Thursday, March 5, 2020

Pass the oregano

That morning I awoke to the sound of quiet sobs.

"Victor, are you okay?"

"Yeah, I'm fine." He sounded bright and cheerful. Since he is the only other child whose bedroom remains on the main floor of the house, I knew it couldn't be anyone else. And since he's technically not supposed to talk to anyone until 6AM (even if he wakes 2 hours earlier - can you say "Non-24 Syndrome?), I let it go.

A few minutes later, the same noise. I decided he must be pretending.

At the proper hour (6AM), I got up and got a shower. I thought I smelled oregano so I checked the essential oils bottles in my bathroom. Everything had a lid and nothing appeared to be spilled. I let it go.

Soon after, I heard a light tapping at my door. We've come a long way from just barging in...

He entered the room. I noticed that his eye was red and puffy. Constantly bumping into things must be one of the most frustrating parts of being visually impaired.

"Victor, did you bump into something? Is that why I heard crying?"

"Yeah, I bumped into the wall."

The incident, as he told it, didn't seem to fit with the location of the injury but, I let it go.

He also had bed-head so I told him he needed to get a shower. For once he didn't argue. He got in the shower and I went to his room to get his clothes.

And that's when I saw the opened bottle of oregano sitting next to his diffuser. Now it all made sense. The crying. The smell. The red eye. I even remembered that his whole face was red and he kept looking down as if he was avoiding the light.

The mom I used to be, before being a "trauma mom", before parenting kids from hard places, would have focused on the lie. She would have marched back into that bathroom and demanded the truth along with an apology, along with a consequence of some kind. She would have taken the lie personally and lectured on the need to always tell the truth.

She wouldn't have been wrong about that last part but she would have been very wrong about why it happened and what needed to come next.

But there are two important things I've learned as a trauma mama. The first is that all negative behavior has the same root cause: fear. The second is that connecting with grace needs to be my go-to, every time.

Sometimes it takes me a while to get to that grace part. This particular morning, however, I found myself filled with compassion for my little guy with so much fear and frustration.

Very gently, after he had emerged from the shower and started drying off, "Victor, can you please tell me the whole truth about what happened this morning?" No yelling.
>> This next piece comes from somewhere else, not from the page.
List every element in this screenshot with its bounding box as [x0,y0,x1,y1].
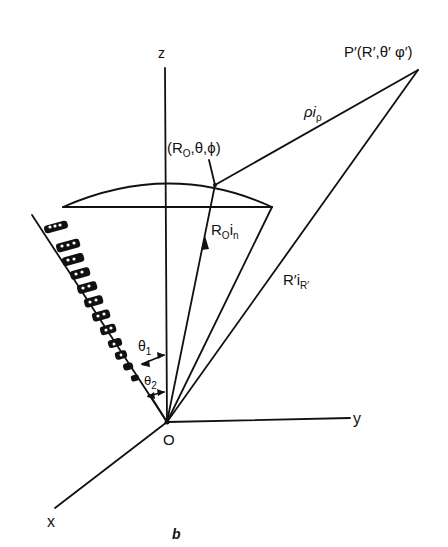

No accusations. No lecture.

The response was quick and confident, "Yeah, I was trying to fill my diffuser and I had some trouble."

"Victor, I'm sorry that you don't trust me enough to tell me the truth. I'm sorry that you felt like you had to lie. You are not in trouble. I hope that the next time you know that you can tell me the truth. I'm sorry that you hurt yourself. How are you feeling now?"

He smiled. He was fine. We hugged.

Healing for these trauma kids is slow. It often feels like 1 step forward, 5 steps back. But we're getting there and he's come so far.

There is no fear in love. But perfect love drives out fear, 
because fear has to do with punishment. 
The one who fears is not made perfect in love.
1 John 4:18

I'm not perfect and there's grace for that, too. As I sit here after the kids have gone to school, the house quiet yet smelling of pizza (with LOTS of oregano), I am thankful for how far he has come and hopeful for the future.